Flex and ActionScript command-line options

Use the following command-line options to translate Flex files. You can also specify this information in the properties configuration file (fortify-sca.properties) as noted in each description.

Flex and ActionScript option Description

-flex-sdk-root <dir>

Specifies the location of the root of a valid Flex SDK. This directory must contain a frameworks folder that contains a flex-config.xml file. It must also contain a bin folder that contains an MXMLC executable.

Equivalent property name:
com.fortify.sca.FlexSdkRoot

-flex-libraries <libs>

Specifies a semicolon-separated (Windows) or a colon-separated (non-Windows) list of library names to which you want to link. In most cases, this list includes flex.swc, framework.swc, and playerglobal.swc (usually found in frameworks/libs/ in your Flex SDK root).

You can specify SWC or SWF files as Flex libraries (SWZ is not currently supported).

Equivalent property name:
com.fortify.sca.FlexLibraries

-flex-source-roots <dirs>

Specifies a semicolon-separated (Windows) or a colon-separated (non-Windows) list of root directories where MXML sources are located. Normally, these contain a subfolder named com.

For example, if the Flex source root specified is foo/bar/src, then foo/bar/src/com/fortify/manager/util/Foo.mxml is transformed into an object named com.fortify.manager.util.Foo (an object named Foo in the package com.fortify.manager.util).

Equivalent property name:
com.fortify.sca.FlexSourceRoots

The -flex-sdk-root and –flex-source-roots options are primarily for MXML translation, and are optional if you are scanning pure ActionScript. Use –flex-libraries for to resolve all ActionScript linked libraries.

OpenText SAST translates MXML files into ActionScript, and then runs them through an ActionScript parser. The generated ActionScript is simple to analyze; not rigorously correct like the Flex runtime model. Consequently, you might get parse errors with MXML files. For instance, the XML parsing might fail, translation to ActionScript might fail, and the parsing of the resulting ActionScript might also fail. If you see any errors that do not have a clear connection to the original source code, notify Customer Support.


**Required action**
Within the records below, how many lines hold the string "schematic"? State that number and nothing else.
"""
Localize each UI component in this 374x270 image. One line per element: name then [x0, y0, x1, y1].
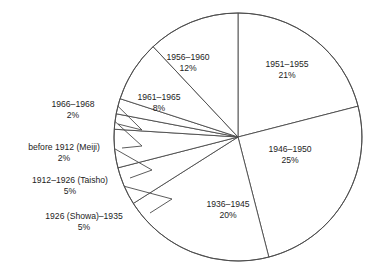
slice-label-name: before 1912 (Meiji) — [28, 142, 100, 152]
slice-label-percent: 20% — [219, 210, 237, 220]
slice-label-name: 1966–1968 — [51, 99, 94, 109]
slice-label-percent: 8% — [153, 103, 166, 113]
slice-label-name: 1936–1945 — [206, 199, 249, 209]
slice-label-name: 1926 (Showa)–1935 — [45, 211, 123, 221]
slice-label-percent: 5% — [78, 222, 91, 232]
slice-label-name: 1961–1965 — [137, 92, 180, 102]
slice-label-percent: 25% — [281, 155, 299, 165]
slice-label-name: 1946–1950 — [268, 144, 311, 154]
slice-label-percent: 12% — [179, 63, 197, 73]
slice-label-percent: 2% — [58, 153, 71, 163]
slice-label-name: 1956–1960 — [166, 52, 209, 62]
slice-label-percent: 21% — [278, 70, 296, 80]
slice-label-name: 1951–1955 — [265, 59, 308, 69]
slice-label-percent: 2% — [67, 110, 80, 120]
pie-slices-group — [114, 13, 362, 261]
slice-label-percent: 5% — [64, 186, 77, 196]
pie-chart: 1951–195521%1946–195025%1936–194520%1926… — [0, 0, 374, 270]
slice-label-name: 1912–1926 (Taisho) — [32, 175, 108, 185]
pie-chart-page: 1951–195521%1946–195025%1936–194520%1926… — [0, 0, 374, 270]
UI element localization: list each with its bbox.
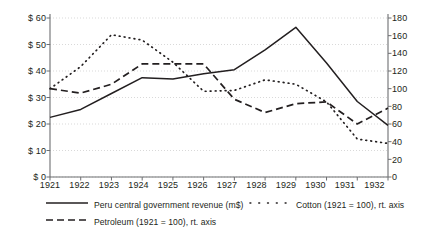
chart-container: $ 60 $ 50 $ 40 $ 30 $ 20 $ 10 $ 0 180 16…: [0, 0, 426, 236]
legend-label-revenue: Peru central government revenue (m$): [94, 200, 243, 210]
series-line: [50, 27, 388, 125]
legend-item-cotton[interactable]: Cotton (1921 = 100), rt. axis: [248, 199, 404, 210]
axis-ticks: [47, 18, 392, 181]
legend-label-cotton: Cotton (1921 = 100), rt. axis: [296, 200, 404, 210]
series-line: [50, 35, 388, 144]
legend-swatch-solid: [46, 201, 88, 209]
legend-item-revenue[interactable]: Peru central government revenue (m$): [46, 199, 243, 210]
legend-label-petroleum: Petroleum (1921 = 100), rt. axis: [94, 217, 216, 227]
gridlines: [50, 18, 388, 177]
legend-swatch-dotted: [248, 201, 290, 209]
axis-lines: [50, 14, 388, 177]
legend-swatch-dashed: [46, 218, 88, 226]
legend-item-petroleum[interactable]: Petroleum (1921 = 100), rt. axis: [46, 216, 216, 227]
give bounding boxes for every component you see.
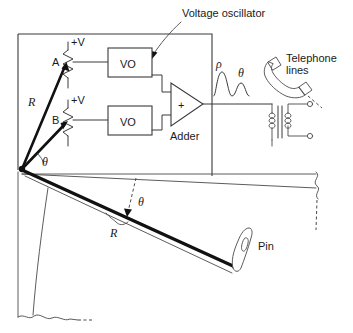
pot-a-label: A [52, 56, 60, 68]
vector-r-upper-label: R [27, 95, 36, 109]
ledge-break-dashes [316, 200, 317, 230]
schematic-canvas: Voltage oscillator A +V B +V R θ VO [0, 0, 353, 333]
transformer-primary-coil [269, 104, 275, 140]
adder-triangle [171, 83, 203, 126]
pulse-theta-label: θ [238, 66, 244, 80]
theta-upper-label: θ [42, 155, 48, 169]
adder-label: Adder [170, 130, 200, 142]
ledge-bottom-edge [22, 174, 316, 188]
rotating-arm [22, 170, 233, 266]
transformer-core [278, 106, 282, 138]
ledge-break-mark [315, 172, 318, 199]
telephone-handset-earpiece [268, 57, 281, 70]
pot-a-supply-label: +V [71, 36, 85, 48]
pot-b-label: B [52, 114, 59, 126]
arm-r-label: R [109, 226, 118, 240]
vo-bottom-to-adder-wire [152, 115, 171, 130]
telephone-handset-mouthpiece [299, 82, 312, 95]
vo-box-top-label: VO [120, 58, 136, 70]
voltage-oscillator-leader [153, 22, 181, 55]
adder-plus-symbol: + [178, 99, 184, 111]
terminal-top [307, 101, 312, 106]
schematic-figure: Voltage oscillator A +V B +V R θ VO [0, 0, 353, 333]
vo-box-bottom-label: VO [120, 116, 136, 128]
wall-break-bottom [18, 315, 78, 320]
rotating-arm-outline [25, 176, 232, 273]
pot-b-supply-label: +V [71, 94, 85, 106]
arm-theta-label: θ [138, 195, 144, 209]
telephone-lines-label-line1: Telephone [286, 52, 337, 64]
pot-a-resistor [63, 50, 73, 78]
vo-top-to-adder-wire [152, 75, 171, 92]
arm-theta-reference-line [128, 178, 136, 212]
pin-label: Pin [258, 240, 274, 252]
terminal-bottom [307, 133, 312, 138]
pulse-rho-label: ρ [215, 57, 222, 71]
telephone-lines-label-line2: lines [286, 64, 309, 76]
wall-right-edge [33, 188, 48, 315]
voltage-oscillator-label: Voltage oscillator [182, 7, 265, 19]
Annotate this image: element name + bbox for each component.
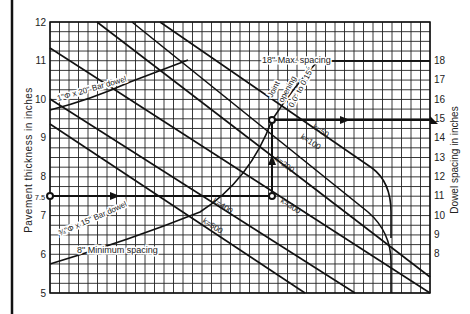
svg-text:6: 6 <box>40 249 46 260</box>
svg-text:7.5: 7.5 <box>35 193 45 202</box>
svg-text:10: 10 <box>434 210 446 221</box>
svg-text:11: 11 <box>36 55 47 66</box>
svg-text:11: 11 <box>434 190 445 201</box>
svg-text:5: 5 <box>40 288 46 299</box>
nomograph-chart: 12 11 10 9 8 7 6 5 7.5 18 17 16 15 14 13… <box>0 0 470 314</box>
svg-text:18" Max. spacing: 18" Max. spacing <box>262 55 331 65</box>
svg-text:9: 9 <box>40 132 46 143</box>
svg-text:18: 18 <box>434 55 446 66</box>
y-axis-ticks: 12 11 10 9 8 7 6 5 <box>35 17 47 299</box>
svg-text:12: 12 <box>434 171 446 182</box>
svg-text:7: 7 <box>40 210 46 221</box>
svg-text:10: 10 <box>35 94 47 105</box>
y2-axis-label: Dowel spacing in inches <box>449 106 460 213</box>
svg-text:14: 14 <box>434 132 446 143</box>
y-axis-label: Pavement thickness in inches <box>23 87 34 233</box>
chart-svg: 12 11 10 9 8 7 6 5 7.5 18 17 16 15 14 13… <box>0 0 470 314</box>
y2-axis-ticks: 18 17 16 15 14 13 12 11 10 9 8 <box>434 55 446 259</box>
svg-text:12: 12 <box>35 17 47 28</box>
svg-text:¾"Φ x 15" Bar dowel: ¾"Φ x 15" Bar dowel <box>57 199 128 237</box>
svg-text:8: 8 <box>434 248 440 259</box>
svg-text:17: 17 <box>434 74 446 85</box>
svg-text:16: 16 <box>434 94 446 105</box>
svg-text:9: 9 <box>434 229 440 240</box>
svg-text:k=100: k=100 <box>299 132 323 152</box>
svg-text:8" Minimum spacing: 8" Minimum spacing <box>77 245 158 255</box>
svg-text:8: 8 <box>40 171 46 182</box>
svg-text:13: 13 <box>434 152 446 163</box>
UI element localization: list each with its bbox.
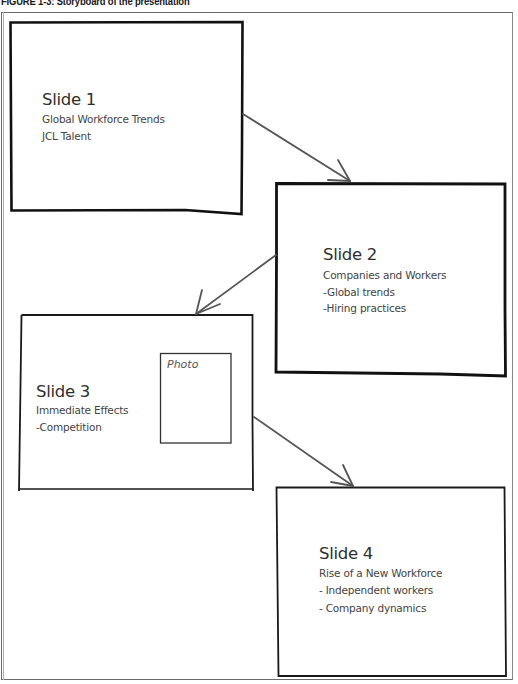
slide-1-title: Slide 1 (42, 90, 165, 110)
slide-1-line: Global Workforce Trends (42, 111, 165, 128)
slide-2-line: -Global trends (323, 284, 446, 301)
figure-caption: FIGURE 1-3: Storyboard of the presentati… (1, 0, 190, 7)
slide-4-content: Slide 4 Rise of a New Workforce - Indepe… (319, 544, 442, 617)
slide-3-title: Slide 3 (36, 382, 128, 402)
slide-3-line: Immediate Effects (36, 402, 128, 419)
slide-2-line: -Hiring practices (323, 300, 446, 317)
figure-frame-inner-line (3, 12, 4, 680)
slide-1-line: JCL Talent (42, 128, 165, 145)
photo-placeholder-label: Photo (167, 358, 198, 371)
slide-2-title: Slide 2 (323, 245, 446, 265)
slide-3-line: -Competition (36, 419, 128, 436)
slide-2-line: Companies and Workers (323, 267, 446, 284)
slide-4-line: - Independent workers (319, 582, 442, 599)
slide-2-content: Slide 2 Companies and Workers -Global tr… (323, 245, 446, 317)
slide-3-content: Slide 3 Immediate Effects -Competition (36, 382, 128, 435)
slide-1-content: Slide 1 Global Workforce Trends JCL Tale… (42, 90, 165, 144)
slide-4-title: Slide 4 (319, 544, 442, 564)
slide-4-line: - Company dynamics (319, 600, 442, 617)
slide-4-line: Rise of a New Workforce (319, 565, 442, 582)
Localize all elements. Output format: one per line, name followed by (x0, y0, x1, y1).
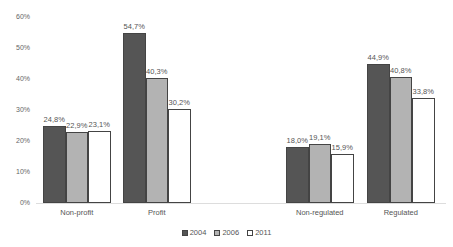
category-label: Non-regulated (275, 208, 365, 217)
category-label: Profit (112, 208, 202, 217)
value-label: 40,8% (386, 66, 416, 75)
legend-swatch-icon (182, 230, 188, 236)
x-axis-line (36, 203, 446, 204)
value-label: 54,7% (119, 22, 149, 31)
legend-item-2004: 2004 (182, 228, 207, 237)
legend-swatch-icon (214, 230, 220, 236)
bar-2004-profit (123, 33, 146, 203)
legend: 2004 2006 2011 (0, 228, 453, 237)
value-label: 33,8% (408, 87, 438, 96)
category-label: Non-profit (32, 208, 122, 217)
y-tick-label: 20% (0, 137, 30, 144)
bar-2011-non-regulated (331, 154, 354, 203)
bar-2006-non-profit (66, 132, 89, 203)
bar-2011-profit (168, 109, 191, 203)
y-tick-label: 10% (0, 168, 30, 175)
y-tick-label: 30% (0, 106, 30, 113)
y-tick-label: 0% (0, 199, 30, 206)
value-label: 30,2% (164, 98, 194, 107)
bar-2004-non-regulated (286, 147, 309, 203)
value-label: 15,9% (327, 143, 357, 152)
y-tick-label: 60% (0, 13, 30, 20)
category-label: Regulated (356, 208, 446, 217)
bar-2011-non-profit (88, 131, 111, 203)
bar-2004-non-profit (43, 126, 66, 203)
value-label: 44,9% (363, 53, 393, 62)
value-label: 40,3% (142, 67, 172, 76)
bar-2006-non-regulated (309, 144, 332, 203)
y-tick-label: 50% (0, 44, 30, 51)
bar-2004-regulated (367, 64, 390, 203)
bar-2011-regulated (412, 98, 435, 203)
value-label: 19,1% (305, 133, 335, 142)
y-tick-label: 40% (0, 75, 30, 82)
legend-swatch-icon (247, 230, 253, 236)
legend-item-2006: 2006 (214, 228, 239, 237)
legend-item-2011: 2011 (247, 228, 271, 237)
bar-2006-profit (146, 78, 169, 203)
value-label: 23,1% (84, 120, 114, 129)
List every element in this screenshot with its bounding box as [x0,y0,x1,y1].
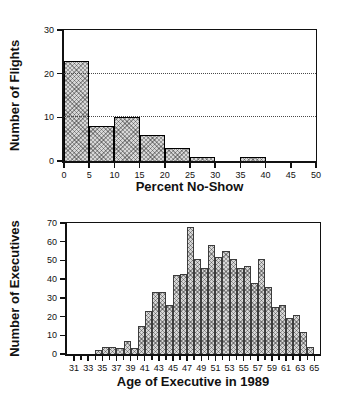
x-tick-label: 25 [178,170,202,180]
x-minor-tick [292,356,294,360]
y-tick [60,335,65,337]
y-tick-label: 30 [31,293,57,303]
x-tick [290,163,292,168]
x-minor-tick [236,356,238,360]
x-tick [214,163,216,168]
x-minor-tick [109,356,111,360]
x-minor-tick [137,356,139,360]
histogram-bar [159,292,166,354]
y-tick [57,160,62,162]
x-tick [87,356,89,361]
histogram-bar [140,135,165,161]
x-tick [215,356,217,361]
y-tick [60,260,65,262]
x-minor-tick [278,356,280,360]
x-minor-tick [165,356,167,360]
x-tick [189,163,191,168]
histogram-bar [114,117,139,161]
x-tick [299,356,301,361]
x-minor-tick [264,356,266,360]
y-tick-label: 10 [28,112,54,122]
x-tick [116,356,118,361]
histogram-bar [124,341,131,354]
x-tick [139,163,141,168]
percent-no-show-axis-title: Percent No-Show [62,179,317,194]
histogram-bar [145,311,152,354]
x-tick [229,356,231,361]
y-tick [60,316,65,318]
histogram-bar [165,148,190,161]
no-show-plot-area [62,29,317,163]
histogram-bar [300,332,307,354]
x-minor-tick [222,356,224,360]
x-tick [164,163,166,168]
y-tick-label: 20 [31,312,57,322]
two-histogram-figure: Percent No-Show Number of Flights Age of… [0,0,344,413]
x-tick [114,163,116,168]
x-tick-label: 30 [203,170,227,180]
x-tick-label: 0 [52,170,76,180]
x-minor-tick [208,356,210,360]
histogram-bar [95,350,102,354]
x-tick-label: 65 [302,363,326,373]
histogram-bar [251,283,258,354]
x-minor-tick [250,356,252,360]
y-tick [60,222,65,224]
x-minor-tick [80,356,82,360]
x-tick [271,356,273,361]
y-tick [60,297,65,299]
y-tick-label: 40 [31,274,57,284]
x-tick [144,356,146,361]
histogram-bar [279,305,286,354]
histogram-bar [190,157,215,161]
x-minor-tick [123,356,125,360]
y-gridline [64,116,316,117]
x-minor-tick [151,356,153,360]
histogram-bar [173,275,180,354]
x-tick-label: 50 [304,170,328,180]
x-tick [102,356,104,361]
histogram-bar [307,347,314,354]
histogram-bar [131,348,138,354]
x-tick [285,356,287,361]
histogram-bar [64,61,89,161]
histogram-bar [116,348,123,354]
x-tick [172,356,174,361]
histogram-bar [244,266,251,354]
histogram-bar [293,315,300,354]
x-tick-label: 45 [279,170,303,180]
histogram-bar [258,259,265,354]
x-tick [257,356,259,361]
histogram-bar [272,307,279,354]
x-tick-label: 20 [153,170,177,180]
histogram-bar [89,126,114,161]
y-tick-label: 70 [31,218,57,228]
histogram-bar [180,274,187,354]
y-tick-label: 30 [28,25,54,35]
x-tick [243,356,245,361]
y-tick [57,117,62,119]
x-tick [265,163,267,168]
x-minor-tick [95,356,97,360]
histogram-bar [194,259,201,354]
histogram-bar [222,251,229,354]
age-of-executive-axis-title: Age of Executive in 1989 [65,374,321,389]
y-tick-label: 20 [28,69,54,79]
histogram-bar [109,347,116,354]
x-tick-label: 15 [128,170,152,180]
histogram-bar [201,268,208,354]
histogram-bar [230,259,237,354]
x-tick [73,356,75,361]
x-tick [315,163,317,168]
x-tick [186,356,188,361]
x-tick-label: 35 [228,170,252,180]
x-tick-label: 10 [102,170,126,180]
histogram-bar [102,347,109,354]
y-gridline [64,73,316,74]
y-tick [60,278,65,280]
y-tick-label: 0 [28,156,54,166]
executive-age-plot-area [65,222,321,356]
x-tick-label: 5 [77,170,101,180]
x-tick [130,356,132,361]
x-tick [314,356,316,361]
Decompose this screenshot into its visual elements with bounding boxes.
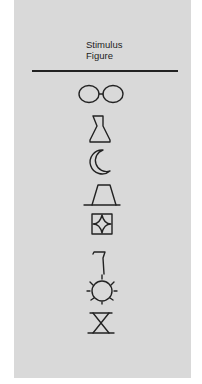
diamond-in-square-icon bbox=[92, 214, 112, 234]
seven-glyph-icon bbox=[93, 252, 105, 274]
eyeglasses-icon bbox=[79, 86, 123, 103]
sun-circle-icon bbox=[87, 275, 117, 304]
bottle-icon bbox=[90, 116, 110, 142]
hourglass-icon bbox=[88, 313, 114, 333]
trapezoid-hat-icon bbox=[84, 185, 120, 205]
crescent-moon-icon bbox=[90, 150, 110, 174]
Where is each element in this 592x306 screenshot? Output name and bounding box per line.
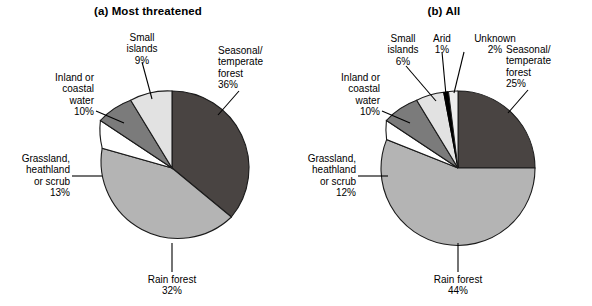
"""
**Worked solution**
2